Spot on! as the Brits say. But the fact that "it's become about Mary" is precisely due to lack of good teaching, which we see in this thread: folks objecting to calling Mary "Theotokos" are unwittingly coming up with most of the classical christological heresies. If one starts with Christ (as one ought) and holds rightly that Jesus is fully God, existing from before the ages, and fully Man, born of the Virgin, yet is one Christ, one person, not a divine person united to a human person, but one person subsisting in two natures, the title is a simply natural and correct expression of the truth of who Jesus Christ is. If one starts with some preconceived notion of the nature of motherhood and dwells on it, rather than on who Christ is, or starts with an erroneous conception of Christ, the title seems blasphemous or absurd.
And indeed the Holy Spirit does take care of details. . ."lead[s] into all truth" as Our Lord put it.
However, most of what is going on here has to do with disagreements about how the Holy Spirit takes care of details. Those of us (whether Orthodox or Latin) who understand Scripture in the context of Holy Tradition, knowing that Jesus Christ is the same yesterday, today and always, see the Holy Spirit taking care of details throughout the history of the Church, and refer to that experience -- the promise that the Holy Spirit would lead us into all truth applied as much to the bishops who gathered in the Ecumenical Councils, to those we call the Fathers of the Church and to all the other saints down the ages as it does to us today. We can point to the first time erroneous ideas about Christ, which still come up, gained sufficient currency that the Church, led by the Holy Spirit, was obliged to act to ensure "good teaching", by issuing a condemnation of the wrong idea. Most prominently, when the wrong idea (heresy) roiled the whole Church, it was the Ecumenical Councils that issued these condemnations. Even peasants in traditionally Orthodox countries, with no theological training know that ours is the "Church of the Seven Councils" and have some idea about what the Councils taught, so this isn't a matter for learned theologian only. Orthodox hymnography -- from which pious peasants learn such things -- refers to the Fathers of the Ecumenical Councils as "the Harps of the Spirit".
Others on the thread and out in the world (esp. those who use "Bible" or "biblical" as an adjective to describe their faith) fancy somehow that they with their Bible are going to be lead by the Spirit into all truth, then come different conclusions from those to whom that same promise applied in ages past (notably the bishops who gathered in the Ecumenical Councils), indeed different conclusions from the consensus of those to whom that promise applied down the ages, and deprecate the teaching of the ancient and undivided Church as "RC tradition". And, as we've seen on this thread, as often as not, such folk end up preaching one of the classical christological heresies, be it the coarse monophysitism of Apollinarius in which God assumed only a human body, not our complete nature (excepting sin), a version of the "adoptionism" of Paul of Samosata, or Nestorianism with God the Word somehow distinguished from the One Born of the Virgin.
For what does Mary need titles for anyway.
If people wanted to distinguish her form other Mary’s found in Scripture, all they’d have to do is say, *Mary, Jesus’ mother* and I’m pretty sure anyone reading the Bible would have a pretty good idea of who was being talked about.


» What you need to do
Find every line of the records that has "background" and return it.

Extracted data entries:

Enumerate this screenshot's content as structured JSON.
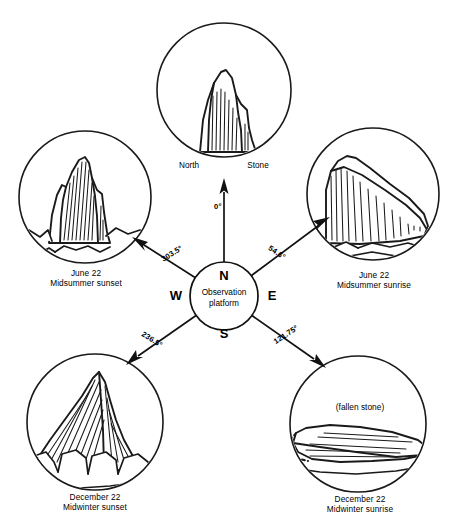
{
  "diagram": {
    "hub": {
      "label_line1": "Observation",
      "label_line2": "platform",
      "name": "observation-platform"
    },
    "compass": {
      "north": "N",
      "east": "E",
      "south": "S",
      "west": "W"
    },
    "north_marker": {
      "angle": "0°",
      "label_left": "North",
      "label_right": "Stone"
    },
    "sightlines": [
      {
        "id": "north",
        "angle": "0°",
        "target": "North Stone"
      },
      {
        "id": "midsummer-sunrise",
        "angle": "54.6°",
        "target": "June 22 Midsummer sunrise"
      },
      {
        "id": "midwinter-sunrise",
        "angle": "121.75°",
        "target": "December 22 Midwinter sunrise"
      },
      {
        "id": "midwinter-sunset",
        "angle": "236.5°",
        "target": "December 22 Midwinter sunset"
      },
      {
        "id": "midsummer-sunset",
        "angle": "303.5°",
        "target": "June 22 Midsummer sunset"
      }
    ],
    "views": [
      {
        "id": "north-stone",
        "position": "top-center",
        "caption_line1": "North",
        "caption_line2": "Stone",
        "note": ""
      },
      {
        "id": "midsummer-sunset",
        "position": "left-upper",
        "caption_line1": "June 22",
        "caption_line2": "Midsummer sunset",
        "note": ""
      },
      {
        "id": "midsummer-sunrise",
        "position": "right-upper",
        "caption_line1": "June 22",
        "caption_line2": "Midsummer sunrise",
        "note": ""
      },
      {
        "id": "midwinter-sunset",
        "position": "left-lower",
        "caption_line1": "December 22",
        "caption_line2": "Midwinter sunset",
        "note": ""
      },
      {
        "id": "midwinter-sunrise",
        "position": "right-lower",
        "caption_line1": "December 22",
        "caption_line2": "Midwinter sunrise",
        "note": "(fallen stone)"
      }
    ],
    "colors": {
      "ink": "#1a1a1a",
      "background": "#ffffff"
    }
  }
}
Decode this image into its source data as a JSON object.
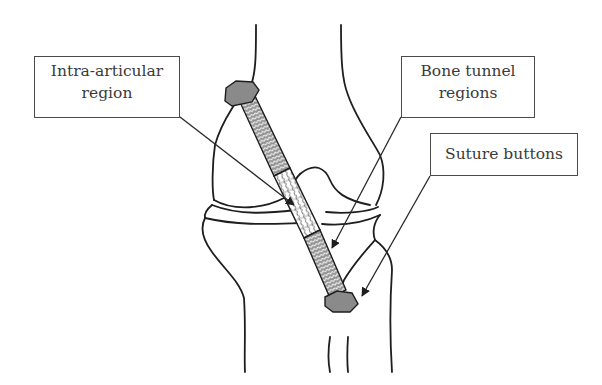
{
  "diagram": {
    "labels": {
      "intra_articular": {
        "line1": "Intra-articular",
        "line2": "region"
      },
      "bone_tunnel": {
        "line1": "Bone tunnel",
        "line2": "regions"
      },
      "suture_buttons": {
        "line1": "Suture buttons"
      }
    },
    "colors": {
      "outline": "#1e1e1e",
      "button_fill": "#8a8a8a",
      "graft_fill": "#9a9a9a",
      "graft_pattern": "#f2f2f2",
      "box_border": "#4a4a4a",
      "text": "#3a3a3a"
    }
  }
}
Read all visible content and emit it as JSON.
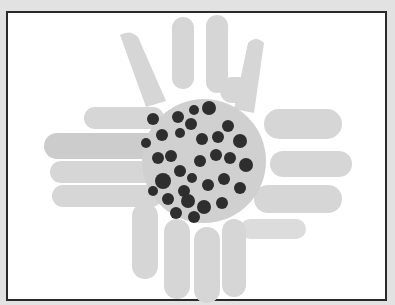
{
  "image": {
    "subject": "handprint sunflower artwork",
    "colors": {
      "background": "#e2e2e2",
      "frame_border": "#2a2a2a",
      "canvas": "#ffffff",
      "petal": "#d4d4d4",
      "petal_shadow": "#bdbdbd",
      "center": "#cfcfcf",
      "seed": "#2e2e2e"
    }
  }
}
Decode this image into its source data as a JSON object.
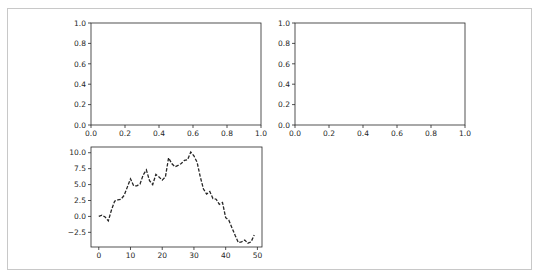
{
  "figure": {
    "border_color": "#c8c8c8",
    "axes_color": "#262626",
    "line_color": "#262626"
  },
  "chart_data": [
    {
      "type": "line",
      "position": "top-left",
      "title": "",
      "xlabel": "",
      "ylabel": "",
      "xlim": [
        0.0,
        1.0
      ],
      "ylim": [
        0.0,
        1.0
      ],
      "x_ticks": [
        "0.0",
        "0.2",
        "0.4",
        "0.6",
        "0.8",
        "1.0"
      ],
      "y_ticks": [
        "0.0",
        "0.2",
        "0.4",
        "0.6",
        "0.8",
        "1.0"
      ],
      "grid": false,
      "series": []
    },
    {
      "type": "line",
      "position": "top-right",
      "title": "",
      "xlabel": "",
      "ylabel": "",
      "xlim": [
        0.0,
        1.0
      ],
      "ylim": [
        0.0,
        1.0
      ],
      "x_ticks": [
        "0.0",
        "0.2",
        "0.4",
        "0.6",
        "0.8",
        "1.0"
      ],
      "y_ticks": [
        "0.0",
        "0.2",
        "0.4",
        "0.6",
        "0.8",
        "1.0"
      ],
      "grid": false,
      "series": []
    },
    {
      "type": "line",
      "position": "bottom-left",
      "title": "",
      "xlabel": "",
      "ylabel": "",
      "xlim": [
        -2.45,
        51.45
      ],
      "ylim": [
        -4.8,
        10.9
      ],
      "x_ticks": [
        "0",
        "10",
        "20",
        "30",
        "40",
        "50"
      ],
      "x_tick_values": [
        0,
        10,
        20,
        30,
        40,
        50
      ],
      "y_ticks": [
        "10.0",
        "7.5",
        "5.0",
        "2.5",
        "0.0",
        "−2.5"
      ],
      "y_tick_values": [
        10.0,
        7.5,
        5.0,
        2.5,
        0.0,
        -2.5
      ],
      "grid": false,
      "legend": null,
      "series": [
        {
          "name": "random walk",
          "style": "dashed",
          "color": "#262626",
          "x": [
            0,
            1,
            2,
            3,
            4,
            5,
            6,
            7,
            8,
            9,
            10,
            11,
            12,
            13,
            14,
            15,
            16,
            17,
            18,
            19,
            20,
            21,
            22,
            23,
            24,
            25,
            26,
            27,
            28,
            29,
            30,
            31,
            32,
            33,
            34,
            35,
            36,
            37,
            38,
            39,
            40,
            41,
            42,
            43,
            44,
            45,
            46,
            47,
            48,
            49
          ],
          "values": [
            0.0,
            0.2,
            -0.1,
            -0.7,
            1.0,
            2.4,
            2.6,
            2.7,
            3.3,
            4.6,
            5.9,
            4.8,
            4.8,
            5.1,
            6.5,
            7.3,
            5.6,
            5.0,
            6.6,
            6.2,
            5.7,
            6.2,
            9.2,
            8.3,
            7.8,
            8.0,
            8.3,
            8.8,
            8.9,
            10.1,
            9.5,
            8.5,
            6.2,
            4.3,
            3.5,
            3.9,
            2.8,
            2.7,
            1.9,
            2.2,
            -0.2,
            -0.6,
            -1.8,
            -3.0,
            -4.1,
            -4.0,
            -3.7,
            -4.2,
            -4.0,
            -2.9
          ]
        }
      ]
    }
  ]
}
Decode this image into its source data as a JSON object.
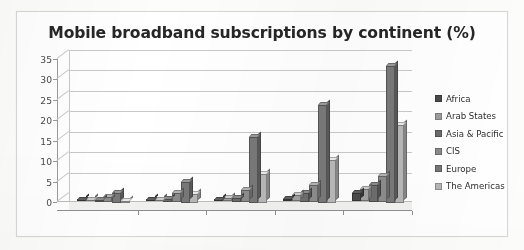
{
  "chart_data": {
    "type": "bar",
    "title": "Mobile broadband subscriptions by continent (%)",
    "xlabel": "",
    "ylabel": "",
    "categories": [
      "2005",
      "2006",
      "2007",
      "2008",
      "2009"
    ],
    "ylim": [
      0,
      35
    ],
    "yticks": [
      0,
      5,
      10,
      15,
      20,
      25,
      30,
      35
    ],
    "ytick_labels": [
      "0",
      "5",
      "10",
      "15",
      "20",
      "25",
      "30",
      "35"
    ],
    "grid": true,
    "legend_position": "right",
    "style": "3d-grouped-bar",
    "series": [
      {
        "name": "Africa",
        "color": "#4a4a4a",
        "values": [
          0.1,
          0.2,
          0.3,
          0.5,
          2.0
        ]
      },
      {
        "name": "Arab States",
        "color": "#9e9e9e",
        "values": [
          0.2,
          0.4,
          0.8,
          1.6,
          3.1
        ]
      },
      {
        "name": "Asia & Pacific",
        "color": "#6b6b6b",
        "values": [
          0.4,
          0.6,
          1.0,
          2.2,
          4.0
        ]
      },
      {
        "name": "CIS",
        "color": "#8a8a8a",
        "values": [
          1.2,
          2.3,
          3.0,
          4.1,
          6.4
        ]
      },
      {
        "name": "Europe",
        "color": "#777777",
        "values": [
          2.4,
          5.0,
          16.0,
          24.0,
          33.5
        ]
      },
      {
        "name": "The Americas",
        "color": "#b5b5b5",
        "values": [
          0.5,
          2.1,
          7.0,
          10.5,
          19.0
        ]
      }
    ]
  }
}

» Task result
      "background": "#ffffff"
      "background": "#e2e2e2",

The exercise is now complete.